Implanted Payments Tech Turns People Into Walking, Talking Bio-Wallets

biometric microchip payment

Taking the notion of “industrial piercing” to another level entirely, payments innovators want to get under your skin — yes, literally — with a microchip that handles the bill with a gesture.

No, not the gesture some of you are probably imagining at this moment.

Giving new and potentially gruesome meaning to common phrases like “I lost my wallet,” it’s really a step toward the next-next normal when we’ll part ways with devices altogether, approaching a future singularity when we cause transactions to occur by sheer will.

Teenagers would argue this is already working fine without technical assistance. It’s called “incessant whining” — a powerful force that venture firms want someone to productize ASAP.

For now, it’s about implants. The BBC reported in April on a fellow walking around London getting things with a wave of his hand, and that hand was clutching neither wand nor gun. Rather, it’s been equipped with a microchip made by FinTech Walletmor that’s implanted under the skin and, when synced with an eWallet app, can handle an actual payment.

Weighing under a gram and about the size of a grain of rice, the chip needs no power source, relying on near-field communications (NFC), the Purewrist wearable and the iCard digital wallet.

Before anyone gets worked up, ask yourself this: “Does my pet have a RFID chip?” If the answer is yes, then you’re already using a variation of this tech.

If your pet doesn’t have a chip, consider getting one, lest you end up missing one valuable pet.

Besides, we’ve been toying with this idea for years, although not in subdermal form factors.

Bio Means Business

Amazon One, introduced in 2020 and known colloquially as “palm pay” is a biometric scan that recognizes your palm print and lets you pay by passing your hand over an optical point-of-sale (POS) terminal.

On Wednesday (April 20) it was widely reported that Amazon One is being added to retail locations in Austin, Texas, bringing total U.S. stores with “palm pay” into the 100 range.

If it scales, Amazon is the company to make it happen. Still a big “if” though.

Biometrics are getting put through their legal paces with governments worldwide asking questions about all that identity data and how it might be misused or abused.

Maybe ask Elon Musk, the guy who founded the company PayPal is founded on, as well as some other well-known ventures (Tesla, SpaceX), and could soon possibly own Twitter.

A few years back, Musk sank $100 million into a startup called Neuralink.

According to the Neuralink site, it’s designing “the first neural implant that will let you control a computer or mobile device anywhere you go. Micron-scale threads are inserted into areas of the brain that control movement. Each thread contains many electrodes and connects them to an implant, the Link.”

We’ve heard rumors of engineers working out bugs and glitches, like people simply scrolling past social media ads for luxury SUVs — and waking up to find one in their driveway, delivered.

They’ll figure it out. It’s Elon.

You-as-a-Payment (YaaP)

Anyway, Musk is hardly alone in his quest for mind control over devices, vehicles and money. While we’re at it, not everyone cares for the terminology springing up around the idea.

Biometrics innovators have been hammering away at this for years, like the Big Tech folks behind that thumbprint scan and facial recognition on your phone. They like precise language.

In March, PopID CEO John Miller told PYMNTS, “We don’t use the [term] ‘facial recognition’ to describe our platform. We use ‘face verification.’ Recognition refers to technologies that are actively surveying people, watching people. Our technology requires you to first enroll in the platform. You opt in on your phone and say, ‘I want to have the ability to pay with my face.’”

This is effectively the digital transformation of what very attractive people have been doing for millennia — pay by face. They’re so stunning that just looking at them is its own reward. There are ways to monetize this effect, but that’s another story for another time.

Which brings us back to London’s chip man. In fact, Walletmor says it’s sold about 500 of the implants, so you could be standing next to one of these eWallet cyborgs without knowing it.

Incidentally, Walletmor’s site says, “inserting an implant takes as short as 15 minutes, and the procedure itself is minimally invasive and painless — it requires a minimal incision with the use of a local anesthetic.”

You can even have a body piercer do it. In fact, the more you learn, the cooler it sounds.

“The implant can be used to pay for a drink on the beach in Rio, a coffee in New York, a haircut in Paris — or at your local grocery store,” Walletmor CEO Wojtek Paprota told the BBC. “It can be used wherever contactless payments are accepted.”

That’s more like it. Where do we sign? Seems like we should just be able to nod, but whatever.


(REQUIRED ACTION)
What you print should match the entries exactly, only without the pictures.

───── RECORDED DATA ─────

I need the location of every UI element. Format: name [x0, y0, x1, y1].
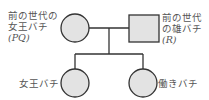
- queen-label: 女王バチ: [19, 78, 59, 89]
- prev-male-label-line1: 前の世代: [162, 12, 202, 23]
- prev-queen-label-line2: 女王バチ: [8, 21, 58, 32]
- prev-male-label: 前の世代 の雄バチ (R): [162, 12, 202, 45]
- prev-male-label-symbol: (R): [162, 34, 202, 45]
- queen-circle: [61, 69, 89, 97]
- prev-male-label-line2: の雄バチ: [162, 23, 202, 34]
- prev-queen-label-line1: 前の世代の: [8, 10, 58, 21]
- prev-queen-label-symbol: (PQ): [8, 32, 58, 43]
- worker-label: 働きバチ: [158, 78, 198, 89]
- prev-queen-label: 前の世代の 女王バチ (PQ): [8, 10, 58, 43]
- prev-male-square: [129, 15, 159, 42]
- prev-queen-circle: [61, 14, 89, 42]
- worker-circle: [129, 69, 157, 97]
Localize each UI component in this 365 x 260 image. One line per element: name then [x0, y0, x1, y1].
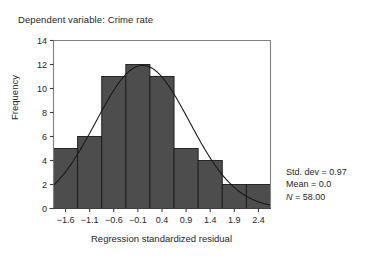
histogram-bar	[198, 161, 222, 209]
histogram-bar	[150, 77, 174, 209]
x-axis-tick-label: 1.4	[204, 215, 217, 225]
y-axis-tick-label: 4	[42, 156, 47, 166]
histogram-bar	[246, 185, 270, 209]
histogram-plot: 02468101214−1.6−1.1−0.6−0.10.40.91.41.92…	[0, 0, 365, 260]
n-value: = 58.00	[293, 192, 326, 202]
y-axis-tick-label: 10	[37, 84, 47, 94]
x-axis-title: Regression standardized residual	[53, 233, 270, 244]
histogram-bar	[174, 149, 198, 209]
histogram-bar	[126, 65, 150, 209]
histogram-bar	[54, 149, 78, 209]
y-axis-tick-label: 0	[42, 204, 47, 214]
chart-caption: Dependent variable: Crime rate	[18, 14, 153, 25]
x-axis-tick-label: 0.4	[156, 215, 169, 225]
y-axis-tick-label: 14	[37, 36, 47, 46]
x-axis-tick-label: −0.6	[105, 215, 123, 225]
mean-label: Mean = 0.0	[286, 178, 347, 190]
y-axis-tick-label: 2	[42, 180, 47, 190]
bars-group	[54, 65, 271, 209]
y-axis-tick-label: 8	[42, 108, 47, 118]
x-axis-tick-label: 0.9	[180, 215, 193, 225]
x-axis-tick-label: 1.9	[228, 215, 241, 225]
x-axis-tick-label: −1.6	[57, 215, 75, 225]
statistics-annotation: Std. dev = 0.97 Mean = 0.0 N = 58.00	[286, 166, 347, 203]
x-axis-tick-label: −0.1	[129, 215, 147, 225]
histogram-bar	[102, 77, 126, 209]
x-axis-tick-label: 2.4	[252, 215, 265, 225]
y-axis-tick-label: 12	[37, 60, 47, 70]
x-axis-tick-label: −1.1	[81, 215, 99, 225]
y-axis-tick-label: 6	[42, 132, 47, 142]
n-label: N = 58.00	[286, 191, 347, 203]
y-axis-title: Frequency	[9, 58, 20, 138]
std-dev-label: Std. dev = 0.97	[286, 166, 347, 178]
histogram-figure: Dependent variable: Crime rate Frequency…	[0, 0, 365, 260]
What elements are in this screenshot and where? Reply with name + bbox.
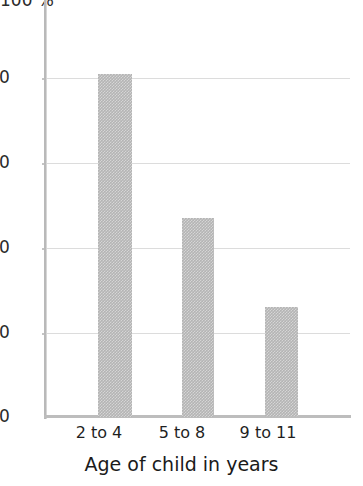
x-tick-label-9-to-11: 9 to 11	[234, 423, 302, 442]
x-tick-label-5-to-8: 5 to 8	[151, 423, 213, 442]
bar-2-to-4	[98, 74, 132, 417]
x-tick-label-2-to-4: 2 to 4	[68, 423, 130, 442]
bars-layer	[47, 0, 350, 417]
bar-chart: 100 % 80 60 40 20 0 2 to 4 5 to 8 9 to 1…	[0, 0, 363, 486]
y-tick-label-60-text: 60	[0, 152, 10, 172]
y-tick-label-40-text: 40	[0, 237, 10, 257]
y-tick-label-80-text: 80	[0, 67, 10, 87]
bar-9-to-11	[265, 307, 298, 417]
bar-5-to-8	[182, 218, 214, 417]
y-tick-label-20-text: 20	[0, 322, 10, 342]
x-axis-title: Age of child in years	[0, 453, 363, 475]
y-tick-label-0-text: 0	[0, 406, 10, 426]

─────

(YOUR SOLUTION)
I need the location of every UI element. Format: name [x0, y0, x1, y1].
- queen-label: 女王バチ: [19, 78, 59, 89]
- prev-male-label-line1: 前の世代: [162, 12, 202, 23]
- prev-queen-label-line2: 女王バチ: [8, 21, 58, 32]
- prev-male-label: 前の世代 の雄バチ (R): [162, 12, 202, 45]
- prev-male-label-symbol: (R): [162, 34, 202, 45]
- queen-circle: [61, 69, 89, 97]
- prev-male-label-line2: の雄バチ: [162, 23, 202, 34]
- prev-queen-label-line1: 前の世代の: [8, 10, 58, 21]
- prev-queen-label-symbol: (PQ): [8, 32, 58, 43]
- worker-label: 働きバチ: [158, 78, 198, 89]
- prev-queen-label: 前の世代の 女王バチ (PQ): [8, 10, 58, 43]
- prev-male-square: [129, 15, 159, 42]
- prev-queen-circle: [61, 14, 89, 42]
- worker-circle: [129, 69, 157, 97]
Localize each UI component in this 365 x 260 image. One line per element: name then [x0, y0, x1, y1].
histogram-bar	[198, 161, 222, 209]
histogram-bar	[150, 77, 174, 209]
x-axis-tick-label: 1.4	[204, 215, 217, 225]
y-axis-tick-label: 4	[42, 156, 47, 166]
histogram-bar	[246, 185, 270, 209]
histogram-plot: 02468101214−1.6−1.1−0.6−0.10.40.91.41.92…	[0, 0, 365, 260]
n-value: = 58.00	[293, 192, 326, 202]
y-axis-tick-label: 10	[37, 84, 47, 94]
x-axis-title: Regression standardized residual	[53, 233, 270, 244]
histogram-bar	[174, 149, 198, 209]
histogram-bar	[126, 65, 150, 209]
histogram-bar	[54, 149, 78, 209]
y-axis-tick-label: 0	[42, 204, 47, 214]
chart-caption: Dependent variable: Crime rate	[18, 14, 153, 25]
x-axis-tick-label: 0.4	[156, 215, 169, 225]
y-axis-tick-label: 14	[37, 36, 47, 46]
x-axis-tick-label: −0.6	[105, 215, 123, 225]
mean-label: Mean = 0.0	[286, 178, 347, 190]
y-axis-tick-label: 2	[42, 180, 47, 190]
bars-group	[54, 65, 271, 209]
y-axis-tick-label: 8	[42, 108, 47, 118]
x-axis-tick-label: 0.9	[180, 215, 193, 225]
x-axis-tick-label: 1.9	[228, 215, 241, 225]
x-axis-tick-label: −1.6	[57, 215, 75, 225]
statistics-annotation: Std. dev = 0.97 Mean = 0.0 N = 58.00	[286, 166, 347, 203]
x-axis-tick-label: −0.1	[129, 215, 147, 225]
histogram-bar	[102, 77, 126, 209]
x-axis-tick-label: 2.4	[252, 215, 265, 225]
y-axis-tick-label: 12	[37, 60, 47, 70]
x-axis-tick-label: −1.1	[81, 215, 99, 225]
y-axis-tick-label: 6	[42, 132, 47, 142]
n-label: N = 58.00	[286, 191, 347, 203]
y-axis-title: Frequency	[9, 58, 20, 138]
std-dev-label: Std. dev = 0.97	[286, 166, 347, 178]
histogram-figure: Dependent variable: Crime rate Frequency…	[0, 0, 365, 260]
What elements are in this screenshot and where? Reply with name + bbox.
x-tick-label-9-to-11: 9 to 11	[234, 423, 302, 442]
x-tick-label-5-to-8: 5 to 8	[151, 423, 213, 442]
bar-2-to-4	[98, 74, 132, 417]
x-tick-label-2-to-4: 2 to 4	[68, 423, 130, 442]
bars-layer	[47, 0, 350, 417]
bar-chart: 100 % 80 60 40 20 0 2 to 4 5 to 8 9 to 1…	[0, 0, 363, 486]
y-tick-label-60-text: 60	[0, 152, 10, 172]
y-tick-label-40-text: 40	[0, 237, 10, 257]
y-tick-label-80-text: 80	[0, 67, 10, 87]
bar-9-to-11	[265, 307, 298, 417]
bar-5-to-8	[182, 218, 214, 417]
y-tick-label-20-text: 20	[0, 322, 10, 342]
x-axis-title: Age of child in years	[0, 453, 363, 475]
y-tick-label-0-text: 0	[0, 406, 10, 426]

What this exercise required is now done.